Financial stress does not stay home when employees clock in. It follows them to the floor, the front desk, the warehouse and the nursing station. And for most HR leaders, the challenge is not just acknowledging that reality but knowing where to start to address it.
In a recent conversation with Connex Partners, Shohan Rahman, VP of Sales and Partnerships at Rain, sat down with Robert Patteri, SVP-Partner and Head of Human Capital and Onboarding at Connex, to talk through what it actually means to build a financial health strategy for your workforce. Not a wellness perk. Not a paycheck loan. A real blueprint.
Shohan brings a perspective that is equal parts personal and practical. He has worked in the HR and payroll space since 2015, has facilitated 401(k) plans for small businesses, managed HR benefits, and seen firsthand how financial stress quietly undermines productivity, attendance and retention, often without HR leaders even realizing it. That background shapes the way he talks about earned wage access, because for Shohan, EWA is not the destination. It is one piece of a larger platform designed to help employees stabilize their finances, build credit, develop savings habits and reduce their reliance on predatory financial products over time.
The conversation covers a lot of ground: why employees rarely admit financial stress to their managers, how responsible usage guardrails protect both workers and employers, what CFOs actually want to see before they say yes, and why adoption rates make or break any financial benefit a company rolls out. They also get into something most EWA conversations skip entirely: the connection between financial stress and emotional well-being, and how addressing one often means addressing the other.
If you are a CHRO, head of benefits or payroll leader trying to make a case internally for workforce financial health, this is the conversation to start with.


:: Work to complete ::
Give back the full listing exactly as written.

..........

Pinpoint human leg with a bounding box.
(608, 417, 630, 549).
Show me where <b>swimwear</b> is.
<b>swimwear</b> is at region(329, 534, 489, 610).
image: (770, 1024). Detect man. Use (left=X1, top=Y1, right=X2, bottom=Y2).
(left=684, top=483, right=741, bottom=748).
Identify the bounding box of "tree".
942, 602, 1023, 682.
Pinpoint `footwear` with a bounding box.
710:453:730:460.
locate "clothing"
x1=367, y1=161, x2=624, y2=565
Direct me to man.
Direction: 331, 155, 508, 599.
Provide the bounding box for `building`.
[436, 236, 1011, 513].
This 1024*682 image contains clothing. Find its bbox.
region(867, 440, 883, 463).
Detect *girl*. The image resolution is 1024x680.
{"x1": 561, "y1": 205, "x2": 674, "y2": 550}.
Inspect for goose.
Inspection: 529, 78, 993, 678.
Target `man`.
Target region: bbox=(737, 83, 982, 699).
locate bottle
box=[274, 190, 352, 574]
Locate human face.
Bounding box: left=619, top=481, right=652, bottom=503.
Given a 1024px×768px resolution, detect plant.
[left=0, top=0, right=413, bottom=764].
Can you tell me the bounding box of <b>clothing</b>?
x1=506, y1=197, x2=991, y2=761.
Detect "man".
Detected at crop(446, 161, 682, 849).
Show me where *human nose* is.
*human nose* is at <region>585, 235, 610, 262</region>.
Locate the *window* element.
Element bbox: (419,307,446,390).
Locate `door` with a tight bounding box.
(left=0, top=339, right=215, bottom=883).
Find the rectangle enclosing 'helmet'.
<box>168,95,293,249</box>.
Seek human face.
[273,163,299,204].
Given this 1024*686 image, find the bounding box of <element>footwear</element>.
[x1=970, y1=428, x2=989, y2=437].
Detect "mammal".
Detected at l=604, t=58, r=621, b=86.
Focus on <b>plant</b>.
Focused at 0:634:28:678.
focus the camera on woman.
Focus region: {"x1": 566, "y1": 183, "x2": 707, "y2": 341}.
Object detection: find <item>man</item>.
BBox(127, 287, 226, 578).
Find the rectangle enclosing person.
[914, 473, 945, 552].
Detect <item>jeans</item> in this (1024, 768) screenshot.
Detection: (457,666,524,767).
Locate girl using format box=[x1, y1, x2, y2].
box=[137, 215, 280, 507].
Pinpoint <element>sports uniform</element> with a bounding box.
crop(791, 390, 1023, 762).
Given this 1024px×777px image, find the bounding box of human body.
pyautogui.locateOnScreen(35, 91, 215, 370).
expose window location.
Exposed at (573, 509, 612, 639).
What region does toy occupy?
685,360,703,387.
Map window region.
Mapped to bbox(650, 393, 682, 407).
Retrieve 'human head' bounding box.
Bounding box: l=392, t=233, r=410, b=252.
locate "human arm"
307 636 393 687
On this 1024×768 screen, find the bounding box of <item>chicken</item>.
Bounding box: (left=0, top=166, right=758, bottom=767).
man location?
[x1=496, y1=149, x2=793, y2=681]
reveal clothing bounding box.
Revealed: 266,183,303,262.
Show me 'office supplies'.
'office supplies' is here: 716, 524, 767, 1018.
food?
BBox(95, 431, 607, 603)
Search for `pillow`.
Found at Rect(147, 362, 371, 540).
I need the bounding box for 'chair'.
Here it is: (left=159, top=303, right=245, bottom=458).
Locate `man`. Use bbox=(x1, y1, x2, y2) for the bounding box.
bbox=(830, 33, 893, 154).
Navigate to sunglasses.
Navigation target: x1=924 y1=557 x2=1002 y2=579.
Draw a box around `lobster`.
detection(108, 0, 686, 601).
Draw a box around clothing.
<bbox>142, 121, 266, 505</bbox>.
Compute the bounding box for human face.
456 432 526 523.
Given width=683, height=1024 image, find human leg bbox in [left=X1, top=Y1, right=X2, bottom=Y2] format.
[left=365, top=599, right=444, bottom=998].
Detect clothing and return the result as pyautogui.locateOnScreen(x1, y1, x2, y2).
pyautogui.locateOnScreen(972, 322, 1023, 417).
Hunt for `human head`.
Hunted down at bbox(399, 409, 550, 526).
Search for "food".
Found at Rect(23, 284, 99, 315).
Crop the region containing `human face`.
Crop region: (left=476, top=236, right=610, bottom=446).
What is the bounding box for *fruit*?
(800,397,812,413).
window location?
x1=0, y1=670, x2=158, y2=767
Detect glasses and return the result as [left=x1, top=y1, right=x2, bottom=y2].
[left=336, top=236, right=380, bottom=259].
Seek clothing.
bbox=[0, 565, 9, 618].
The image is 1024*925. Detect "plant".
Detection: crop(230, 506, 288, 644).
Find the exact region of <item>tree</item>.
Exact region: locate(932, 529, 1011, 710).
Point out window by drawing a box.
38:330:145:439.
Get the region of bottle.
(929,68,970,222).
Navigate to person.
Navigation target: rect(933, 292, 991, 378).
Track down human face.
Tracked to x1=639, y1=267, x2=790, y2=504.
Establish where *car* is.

..........

:: Your response ::
Pinpoint human leg with a bounding box.
(608, 417, 630, 549).
Show me where <b>swimwear</b> is.
<b>swimwear</b> is at region(329, 534, 489, 610).
image: (770, 1024). Detect man. Use (left=X1, top=Y1, right=X2, bottom=Y2).
(left=684, top=483, right=741, bottom=748).
Identify the bounding box of "tree".
942, 602, 1023, 682.
Pinpoint `footwear` with a bounding box.
710:453:730:460.
locate "clothing"
x1=367, y1=161, x2=624, y2=565
Direct me to man.
Direction: 331, 155, 508, 599.
Provide the bounding box for `building`.
[436, 236, 1011, 513].
This 1024*682 image contains clothing. Find its bbox.
region(867, 440, 883, 463).
Detect *girl*. The image resolution is 1024x680.
{"x1": 561, "y1": 205, "x2": 674, "y2": 550}.
Inspect for goose.
Inspection: 529, 78, 993, 678.
Target `man`.
Target region: bbox=(737, 83, 982, 699).
locate bottle
box=[274, 190, 352, 574]
Locate human face.
Bounding box: left=619, top=481, right=652, bottom=503.
Given a 1024px×768px resolution, detect plant.
[left=0, top=0, right=413, bottom=764].
Can you tell me the bounding box of <b>clothing</b>?
x1=506, y1=197, x2=991, y2=761.
Detect "man".
Detected at crop(446, 161, 682, 849).
Show me where *human nose* is.
*human nose* is at <region>585, 235, 610, 262</region>.
Locate the *window* element.
Element bbox: (419,307,446,390).
Locate `door` with a tight bounding box.
(left=0, top=339, right=215, bottom=883).
Find the rectangle enclosing 'helmet'.
<box>168,95,293,249</box>.
Seek human face.
[273,163,299,204].
Given this 1024*686 image, find the bounding box of <element>footwear</element>.
[x1=970, y1=428, x2=989, y2=437].
Detect "mammal".
Detected at l=604, t=58, r=621, b=86.
Focus on <b>plant</b>.
Focused at 0:634:28:678.
focus the camera on woman.
Focus region: {"x1": 566, "y1": 183, "x2": 707, "y2": 341}.
Object detection: find <item>man</item>.
BBox(127, 287, 226, 578).
Find the rectangle enclosing person.
[914, 473, 945, 552].
Detect <item>jeans</item> in this (1024, 768) screenshot.
Detection: (457,666,524,767).
Locate girl using format box=[x1, y1, x2, y2].
box=[137, 215, 280, 507].
Pinpoint <element>sports uniform</element> with a bounding box.
crop(791, 390, 1023, 762).
Given this 1024px×777px image, find the bounding box of human body.
pyautogui.locateOnScreen(35, 91, 215, 370).
expose window location.
Exposed at (573, 509, 612, 639).
What region does toy occupy?
685,360,703,387.
Map window region.
Mapped to bbox(650, 393, 682, 407).
Retrieve 'human head' bounding box.
Bounding box: l=392, t=233, r=410, b=252.
locate "human arm"
307 636 393 687
On this 1024×768 screen, find the bounding box of <item>chicken</item>.
Bounding box: (left=0, top=166, right=758, bottom=767).
man location?
[x1=496, y1=149, x2=793, y2=681]
reveal clothing bounding box.
Revealed: 266,183,303,262.
Show me 'office supplies'.
'office supplies' is here: 716, 524, 767, 1018.
food?
BBox(95, 431, 607, 603)
Search for `pillow`.
Found at Rect(147, 362, 371, 540).
I need the bounding box for 'chair'.
Here it is: (left=159, top=303, right=245, bottom=458).
Locate `man`. Use bbox=(x1, y1, x2, y2) for the bounding box.
bbox=(830, 33, 893, 154).
Navigate to sunglasses.
Navigation target: x1=924 y1=557 x2=1002 y2=579.
Draw a box around `lobster`.
detection(108, 0, 686, 601).
Draw a box around clothing.
<bbox>142, 121, 266, 505</bbox>.
Compute the bounding box for human face.
456 432 526 523.
Given width=683, height=1024 image, find human leg bbox in [left=X1, top=Y1, right=X2, bottom=Y2] format.
[left=365, top=599, right=444, bottom=998].
Detect clothing and return the result as pyautogui.locateOnScreen(x1, y1, x2, y2).
pyautogui.locateOnScreen(972, 322, 1023, 417).
Hunt for `human head`.
Hunted down at bbox(399, 409, 550, 526).
Search for "food".
Found at Rect(23, 284, 99, 315).
Crop the region containing `human face`.
Crop region: (left=476, top=236, right=610, bottom=446).
What is the bounding box for *fruit*?
(800,397,812,413).
window location?
x1=0, y1=670, x2=158, y2=767
Detect glasses and return the result as [left=x1, top=y1, right=x2, bottom=y2].
[left=336, top=236, right=380, bottom=259].
Seek clothing.
bbox=[0, 565, 9, 618].
The image is 1024*925. Detect "plant".
Detection: crop(230, 506, 288, 644).
Find the exact region of <item>tree</item>.
Exact region: locate(932, 529, 1011, 710).
Point out window by drawing a box.
38:330:145:439.
Get the region of bottle.
(929,68,970,222).
Navigate to person.
Navigation target: rect(933, 292, 991, 378).
Track down human face.
Tracked to x1=639, y1=267, x2=790, y2=504.
Establish where *car* is.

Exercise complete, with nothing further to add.